It is a warm, muggy morning, as Clyde Barrow drives his stolen V-8 Ford towards Methvin’s place, which is a twenty-minute drive from Gibsland, Louisiana. In the front seat with him is Bonnie Parker, who is eating a takeout sandwich from Ma Canfield’s cafe in Gibsland. She has on a red dress, while her outlaw beau wears a suit and blue Western dress shirt and a stylish hat. Bonnie had on a tam, but she has tossed it in the back seat.
Clyde is cruising along at a 65 mph clip because they are running about fifteen minutes late for the rendezvous with gang member Henry Methvin. Up ahead, Clyde recognizes Ivy Methvin’s truck which is jacked-up and is blocking the road. Coming from the opposite direction is a logging truck which pulls over to allow Clyde to pass, but he does not take the right-of-way, but shows, putting the car in first gear and slowing to a stop with the engine still running.
Hidden from view on the hillside next to the Methvin truck is legendary Texas Ranger Frank Hamer and a six-man posse, armed to the teeth. Hamer had planned to call out for Clyde and Bonnie to surrender, but fifty feet to Hamer’s right, a Bienville Parish deputy named Prentiss Oakley who is brandishing a Remington Model 8 with a special five-shot clip that he had borrowed from a local dentist, moves into position and fires a burst. One of the bullets hits Clyde in the temple killing him instantly. Clyde had been driving in his stocking feet and as he slumped forward, the car moved toward a ditch and after several seconds the other posse members, Manny Gault, Henderson Jordan, Ted Hinton, Bob Alcorn and Hamer begin blazing away.
Bonnie screams, a high, shrill wail that haunts the lawmen for the rest of their lives. Hinton later writes that he and his partners fired “about 150 shots.”
As the car rolls to a stop, Hamer comes out of hiding and marches down the hill brandishing his Colt Monitor Machine Rifle. Taking no chances he fires a burst into Bonnie through the rear passenger window and then he calmly walks to the front of the car and fires a series of shots down through the window directly into her.
The O.K. Corral fight lasted 30 seconds, but this lethal fusillade elapsed in just sixteen seconds. Both outlaws are dead.
The napkin-wrapped sandwich from Ma Canfield’s is still clutched in Bonnie’s lifeless hands.
Vicious Killers
Although they are known today for their dozen, or so, bank robberies, Bonnie and Clyde most often preyed upon small stores and rural gas stations. They are believed to have killed at least nine police officers and several civilians. Bonnie chain smoked Camel cigarettes, but she never smoked cigars, except in this gag photo, which branded her as a cigar-smoking, machine-gun wielding killer.
Spoils of War
As the wary posse members surrounded the bullet-ridden Ford, a fog of gunsmoke still hung in the air. Posse member Henderson Jordan pulled off a blanket in the back seat concealing a heap of guns and suitcases. Meanwhile, Hamer confiscated the guns and Clyde’s tackle box. Hamer had allegedly been promised by Texas prison general manager Lee Simmons that he could have anything Clyde and Bonnie had in their possession at the time of their capture. Dallas County deputy Bob Alcorn grabbed Clyde’s saxophone (he later returned it to the Barrow family). A suitcase full of cash disappeared. The Barrow family always believed it was taken by Henderson Jordan, who later purchased an auction barn and land in Arcadia.
Aftermath: Odds & Ends
Warner Brothers released the film “Bonnie and Clyde” starring Warren Beatty and Faye Dunaway in 1967 and it became a runaway hit, earning two Academy Awards. Warren Beatty and crew made one mistake. They foolishly used Frank Hamer’s real name and made him the villain with a fictitious plot point where he is captured by the Barrow gang and humiliated, so Hamer kills them in revenge.
Mrs. Gladys Hamer was not amused over the portrayal of her dear, dead husband (he died in 1955) and sued Warner Brothers for defamation and the unauthorized usage of Hamer’s name. The studio paid $20,000 as a settlement.
Because of the film, most people around the world still view Hamer as the bad guy. That would take a long time to remedy, but it started with John Boessenecker’s book and earlier this year it took the gumption and commitment of another guy and we are about to honor that guy with the True Westerner Award for 2019 for his new movie, starring Kevin Costner as Hamer, that attempts to redeem the Ranger’s good name.
The Best Bonnie and Clyde Book
According to Jeff Guinn, the author of “Go Down Together” Bonnie and Clyde were “perhaps the most inept crooks ever, and their two-year crime spree was as much a reign of error as of terror. Lacking the sophistication to plot robberies of big-city banks, the Barrow Gang preyed mostly on small mom-and-pop groceries and service stations. Even at that, they often came up empty-handed and were reduced to breaking into gum machines for meal money.”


Work required -
Reproduce the data that follows character for character, but omit its pictures.

Figure dataset records:
★ ★ ★ ★ ★ ★ ★

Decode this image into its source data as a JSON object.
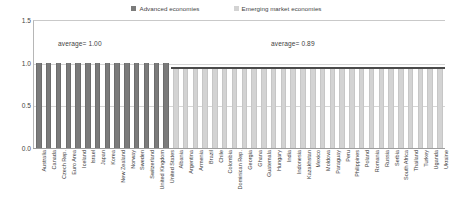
{
  "legend": {
    "entries": [
      {
        "label": "Advanced economies",
        "color": "#7b7b7b",
        "icon": "square-swatch-icon"
      },
      {
        "label": "Emerging market economies",
        "color": "#d3d3d3",
        "icon": "square-swatch-icon"
      }
    ]
  },
  "annotations": {
    "advanced": "average= 1.00",
    "emerging": "average= 0.89"
  },
  "axis": {
    "y_ticks": [
      "1.5",
      "1.0",
      "0.5",
      "0.0"
    ]
  },
  "chart_data": {
    "type": "bar",
    "title": "",
    "subtitle": "",
    "xlabel": "",
    "ylabel": "",
    "ylim": [
      0.0,
      1.5
    ],
    "yticks": [
      0.0,
      0.5,
      1.0,
      1.5
    ],
    "grid": true,
    "legend_position": "top-center",
    "series": [
      {
        "name": "Advanced economies",
        "color": "#7b7b7b",
        "average": 1.0,
        "categories": [
          "Australia",
          "Canada",
          "Czech Rep.",
          "Euro Area",
          "Iceland",
          "Israel",
          "Japan",
          "Korea",
          "New Zealand",
          "Norway",
          "Sweden",
          "Switzerland",
          "United Kingdom",
          "United States"
        ],
        "values": [
          1.0,
          1.0,
          1.0,
          1.0,
          1.0,
          1.0,
          1.0,
          1.0,
          1.0,
          1.0,
          1.0,
          1.0,
          1.0,
          1.0
        ]
      },
      {
        "name": "Emerging market economies",
        "color": "#d3d3d3",
        "average": 0.89,
        "categories": [
          "Albania",
          "Argentina",
          "Armenia",
          "Brazil",
          "Chile",
          "Colombia",
          "Dominican Rep.",
          "Georgia",
          "Ghana",
          "Guatemala",
          "Hungary",
          "India",
          "Indonesia",
          "Kazakhstan",
          "Mexico",
          "Moldova",
          "Paraguay",
          "Peru",
          "Philippines",
          "Poland",
          "Romania",
          "Russia",
          "Serbia",
          "South Africa",
          "Thailand",
          "Turkey",
          "Uganda",
          "Ukraine"
        ],
        "values": [
          0.93,
          0.93,
          0.93,
          0.93,
          0.93,
          0.93,
          0.93,
          0.93,
          0.93,
          0.93,
          0.93,
          0.93,
          0.93,
          0.93,
          0.93,
          0.93,
          0.93,
          0.93,
          0.93,
          0.93,
          0.93,
          0.93,
          0.93,
          0.93,
          0.93,
          0.93,
          0.93,
          0.93
        ]
      }
    ],
    "reference_line": {
      "value": 0.93,
      "color": "#4a4a4a",
      "applies_to": "Emerging market economies"
    }
  }
}
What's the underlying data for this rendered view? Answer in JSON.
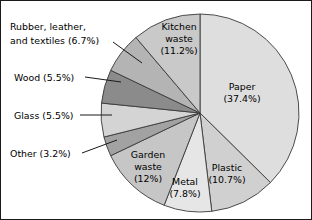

★ ★ ★ ★ ★ ★ ★

Output -
Decode this image into its source data as a JSON object.
{
  "legend": {
    "entries": [
      {
        "label": "Advanced economies",
        "color": "#7b7b7b",
        "icon": "square-swatch-icon"
      },
      {
        "label": "Emerging market economies",
        "color": "#d3d3d3",
        "icon": "square-swatch-icon"
      }
    ]
  },
  "annotations": {
    "advanced": "average= 1.00",
    "emerging": "average= 0.89"
  },
  "axis": {
    "y_ticks": [
      "1.5",
      "1.0",
      "0.5",
      "0.0"
    ]
  },
  "chart_data": {
    "type": "bar",
    "title": "",
    "subtitle": "",
    "xlabel": "",
    "ylabel": "",
    "ylim": [
      0.0,
      1.5
    ],
    "yticks": [
      0.0,
      0.5,
      1.0,
      1.5
    ],
    "grid": true,
    "legend_position": "top-center",
    "series": [
      {
        "name": "Advanced economies",
        "color": "#7b7b7b",
        "average": 1.0,
        "categories": [
          "Australia",
          "Canada",
          "Czech Rep.",
          "Euro Area",
          "Iceland",
          "Israel",
          "Japan",
          "Korea",
          "New Zealand",
          "Norway",
          "Sweden",
          "Switzerland",
          "United Kingdom",
          "United States"
        ],
        "values": [
          1.0,
          1.0,
          1.0,
          1.0,
          1.0,
          1.0,
          1.0,
          1.0,
          1.0,
          1.0,
          1.0,
          1.0,
          1.0,
          1.0
        ]
      },
      {
        "name": "Emerging market economies",
        "color": "#d3d3d3",
        "average": 0.89,
        "categories": [
          "Albania",
          "Argentina",
          "Armenia",
          "Brazil",
          "Chile",
          "Colombia",
          "Dominican Rep.",
          "Georgia",
          "Ghana",
          "Guatemala",
          "Hungary",
          "India",
          "Indonesia",
          "Kazakhstan",
          "Mexico",
          "Moldova",
          "Paraguay",
          "Peru",
          "Philippines",
          "Poland",
          "Romania",
          "Russia",
          "Serbia",
          "South Africa",
          "Thailand",
          "Turkey",
          "Uganda",
          "Ukraine"
        ],
        "values": [
          0.93,
          0.93,
          0.93,
          0.93,
          0.93,
          0.93,
          0.93,
          0.93,
          0.93,
          0.93,
          0.93,
          0.93,
          0.93,
          0.93,
          0.93,
          0.93,
          0.93,
          0.93,
          0.93,
          0.93,
          0.93,
          0.93,
          0.93,
          0.93,
          0.93,
          0.93,
          0.93,
          0.93
        ]
      }
    ],
    "reference_line": {
      "value": 0.93,
      "color": "#4a4a4a",
      "applies_to": "Emerging market economies"
    }
  }
}
What's the underlying data for this rendered view? Answer in JSON.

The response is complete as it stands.